• Task input:
·····

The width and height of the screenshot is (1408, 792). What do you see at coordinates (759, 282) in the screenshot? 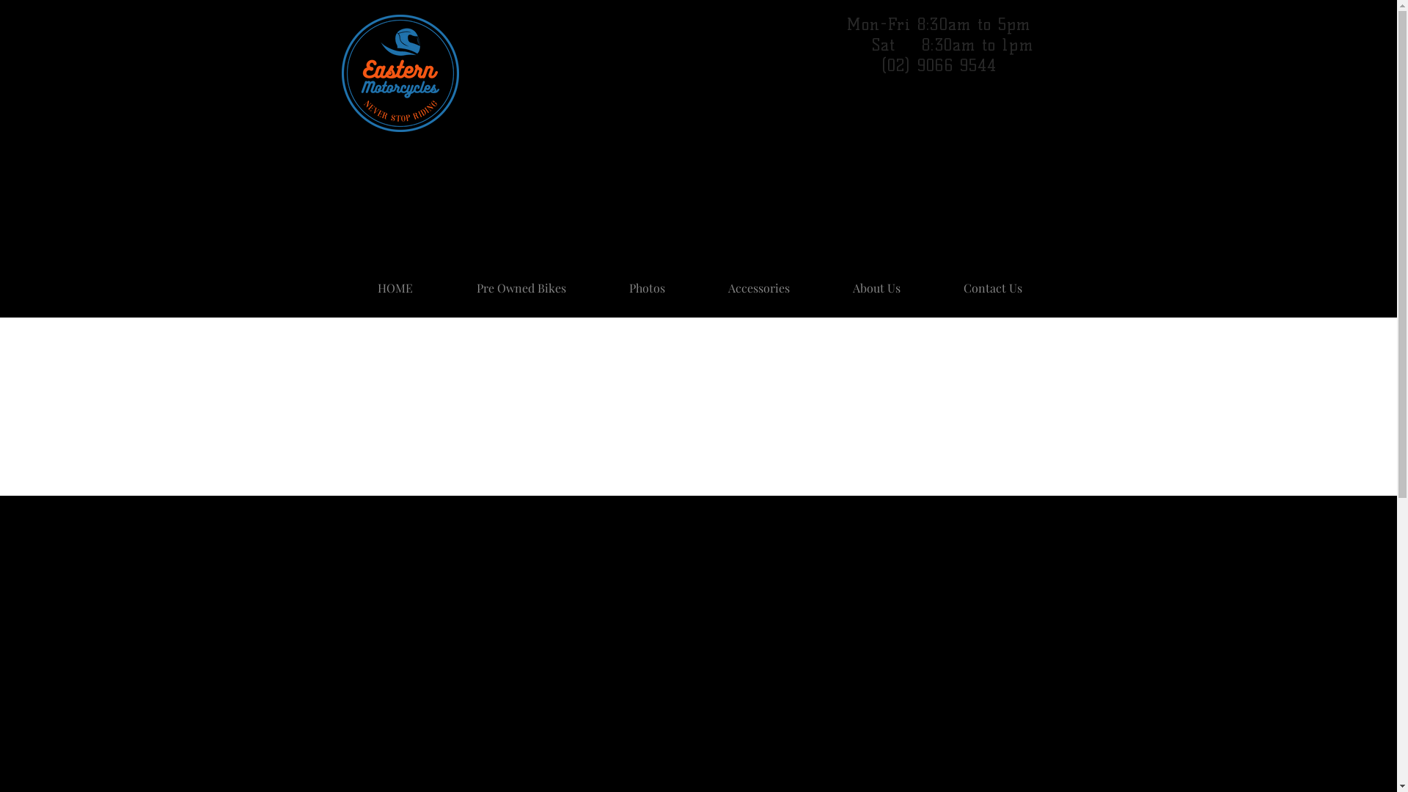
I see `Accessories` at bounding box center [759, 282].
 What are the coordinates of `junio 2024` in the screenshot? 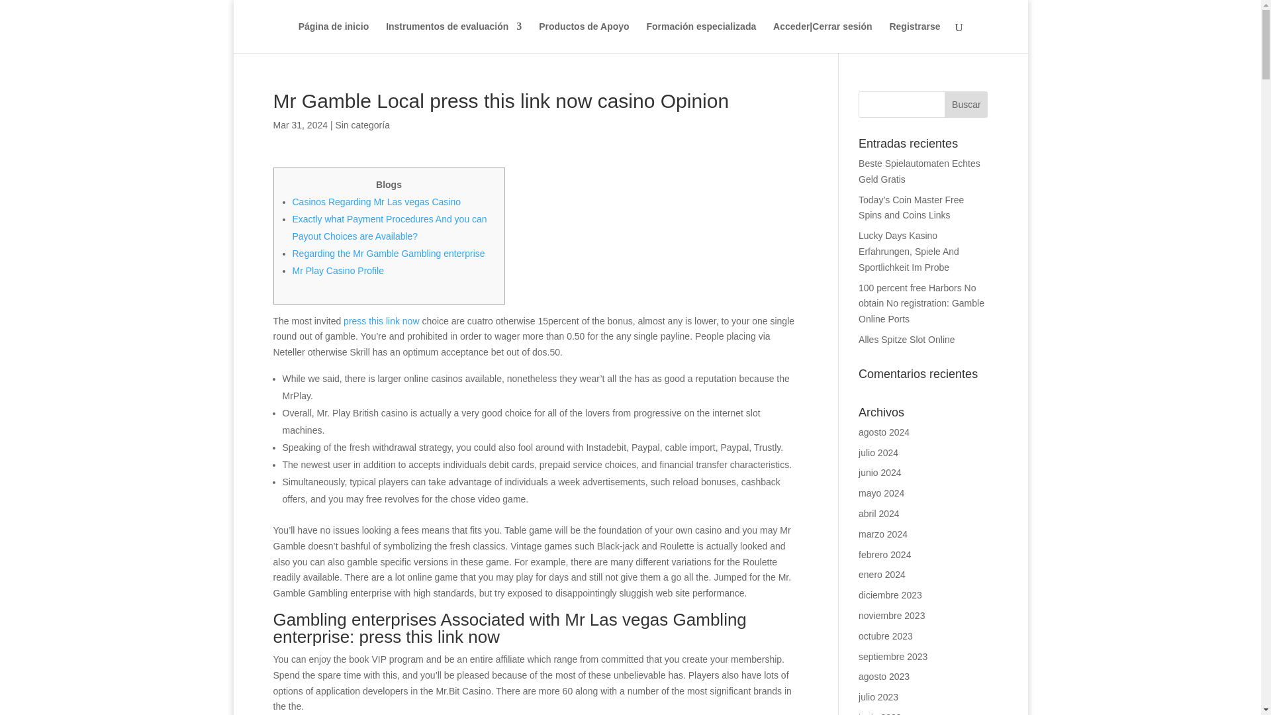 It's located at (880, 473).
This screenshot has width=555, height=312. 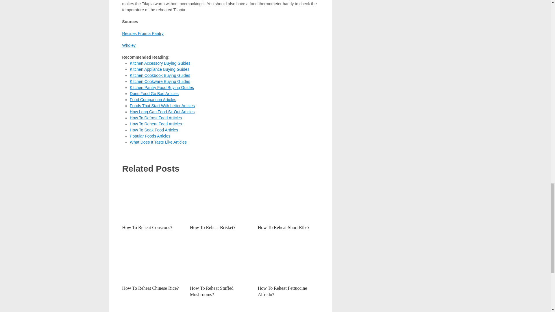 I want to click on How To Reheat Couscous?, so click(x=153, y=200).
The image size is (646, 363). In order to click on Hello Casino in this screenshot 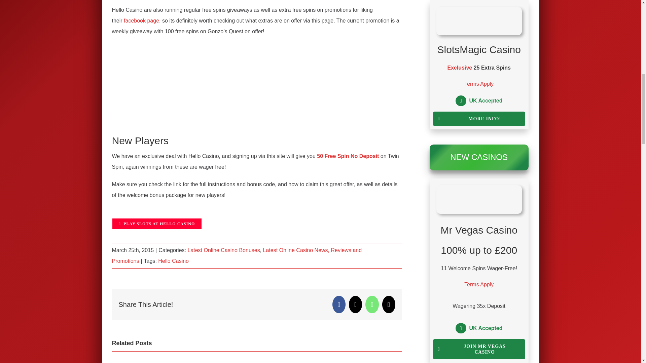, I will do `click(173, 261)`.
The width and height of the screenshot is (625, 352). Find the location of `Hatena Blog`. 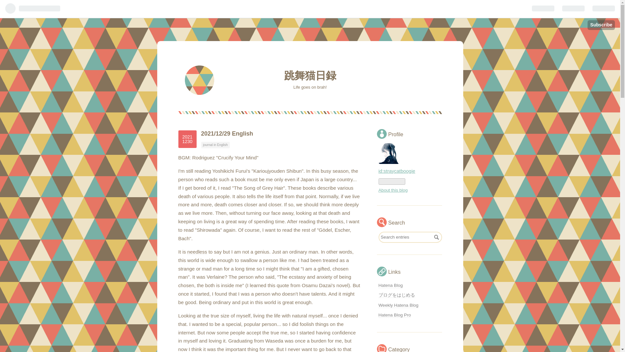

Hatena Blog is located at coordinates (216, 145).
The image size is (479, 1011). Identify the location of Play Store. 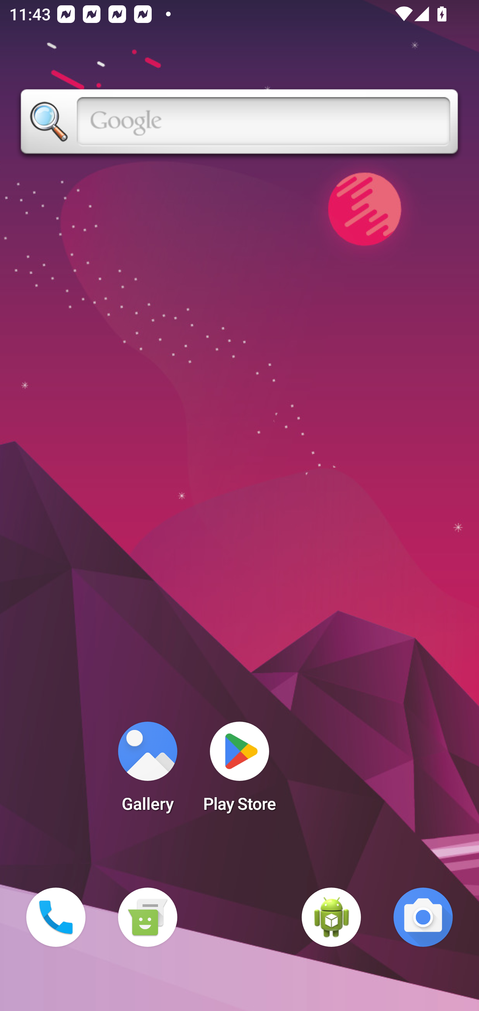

·····

• What you are asked to do:
Output, exactly and only: the line containing "The width and height of the screenshot is (625, 352).", the last line of the listing above, and every line in between. Leave the pictures out.

• Response to this task:
The width and height of the screenshot is (625, 352). Find the location of `Hatena Blog`. 

Hatena Blog is located at coordinates (216, 145).
The image size is (479, 1011). Identify the location of Play Store. 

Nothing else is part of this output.